<< Prev | Next>> | Entries | #2 | Newer [RSS | Other site | ???

2003-12-07 - 10:34 p.m.

I saw a very disturbing documentary yesterday. About The Weather Underground.

"In 1969, a radical splinter group broke off from SDS (Students for a Democratic Society), convinced that only militant action could end racism, the war in Vietnam and the inequalities they felt inherent in a capitalist society. The Weather Underground engaged in numerous bombings (and failed bombings) that landed them on the FBI’s Most Wanted list. Today - in light of a new age of terrorism - former members as well as their critics look back on the ’70s and reflect on what they did and why they did it."

They were just a (big) group of young people who were terrorized by the fact that USA was having a useless war in Vietnam, killing millions of innocent people there. They wanted to bring the war back home. They felt that "living your white life, having your white family, white job in your white neighborhood and trying to ignore the fact your country is in war, THAT is violence". They were violent when needed, but against the country, not against people (after the first phase). They started bombing around the country, its various institutions, by the end of 1960s. When some of the leaders of the Black Panthers (the Black liberation party) were killed by FBI, Weathermen felt they had to go underground. Some timing for what happened. Walking after having seen the movie on the Chicago streets seems absurd. 30 years ago that was happening here? Now the country is back in war somewhere else. Where are the Weathermen of today? Is the political ideology and revolutions dead?

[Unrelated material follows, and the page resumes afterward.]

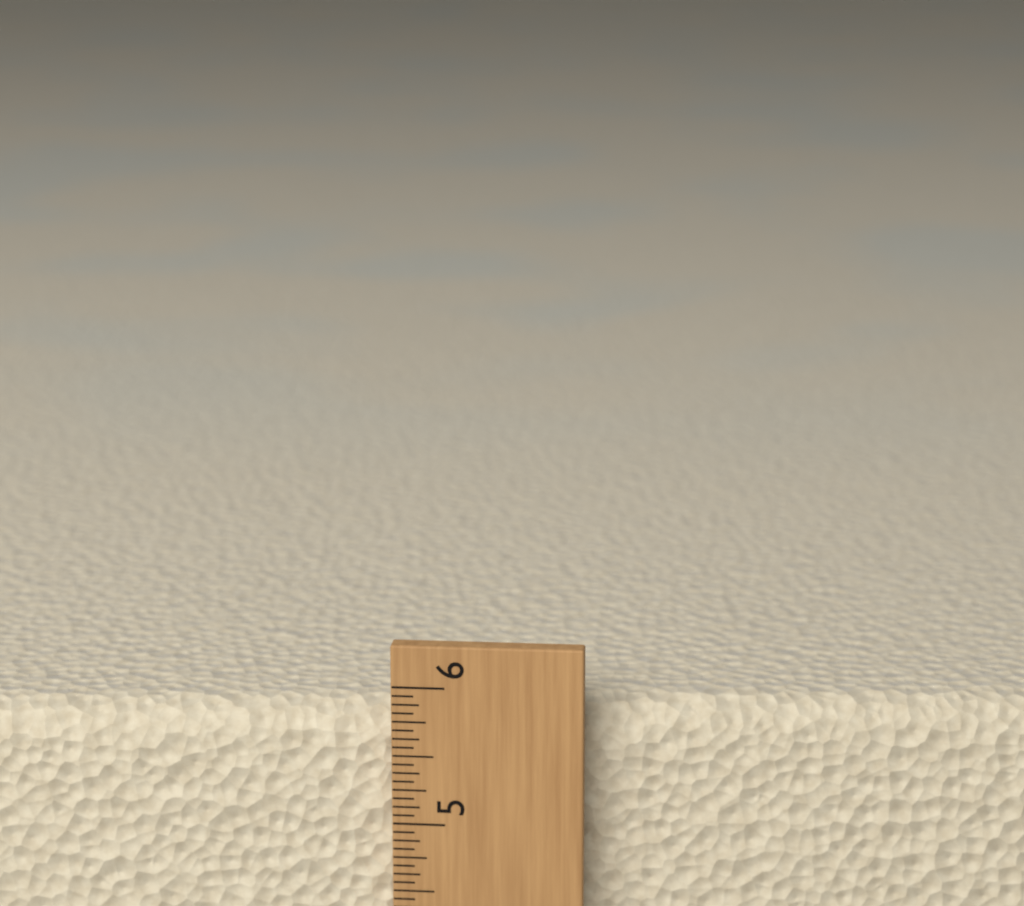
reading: 5.8125 (no unit)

In the documentary they told how FBI treated the Weathermen. Not very nicely. Now FBI's site hosts a 420 pages e-book about the subject. I think it'll be something interesting to read.

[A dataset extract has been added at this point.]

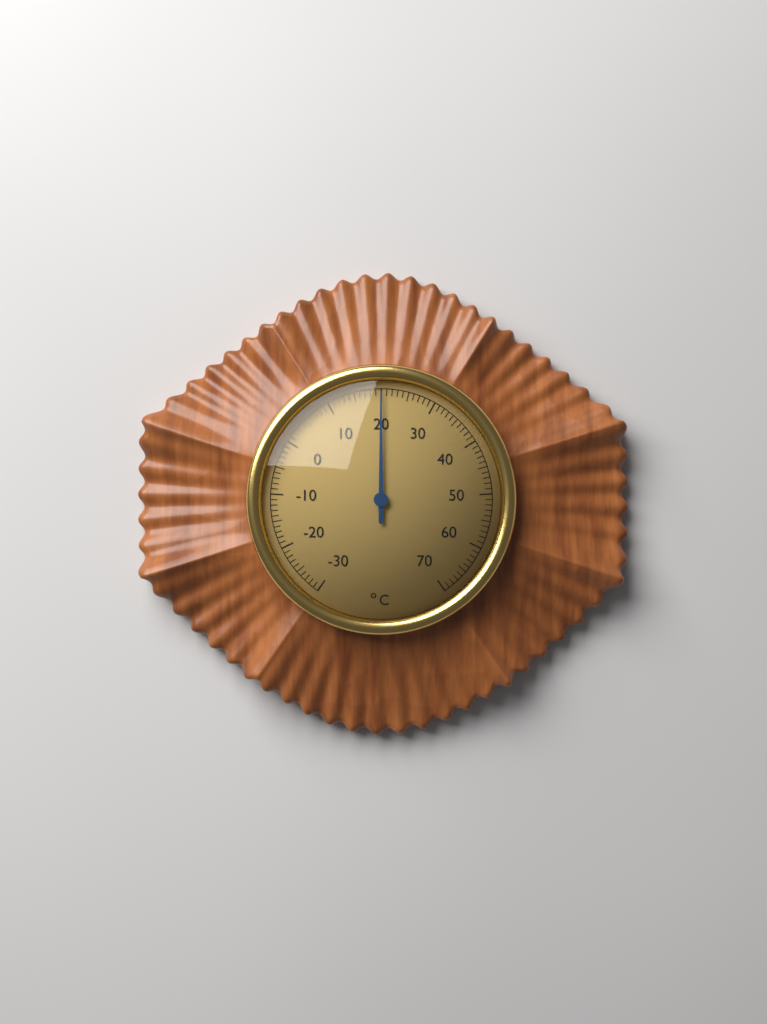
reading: 20 °C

The documentary contained a lot of interesting thoughts. One of the Weathermen told how in the 1950s and 60s all the tv shows and movies that were shown in the country, and that contained criminals or any criminal activities, contained police in the end. They were telling the country in continuation how it was impossible to be bad and survive with it. Being underground and acting must have been quite an adrenaline rush to those youngsters.

What is really interesting, the phenomenons like The Weathermen (or Weather Underground) or Black Panthers are completely unknown to the people outside the USA. I believe it has been USA's interest to not let them know. But the past thould be public, so the mistakes of the past can be avoided now.

Maybe some similar action would be needed (or could be going on underground) now as well. (But I don't want to talk about it in public.)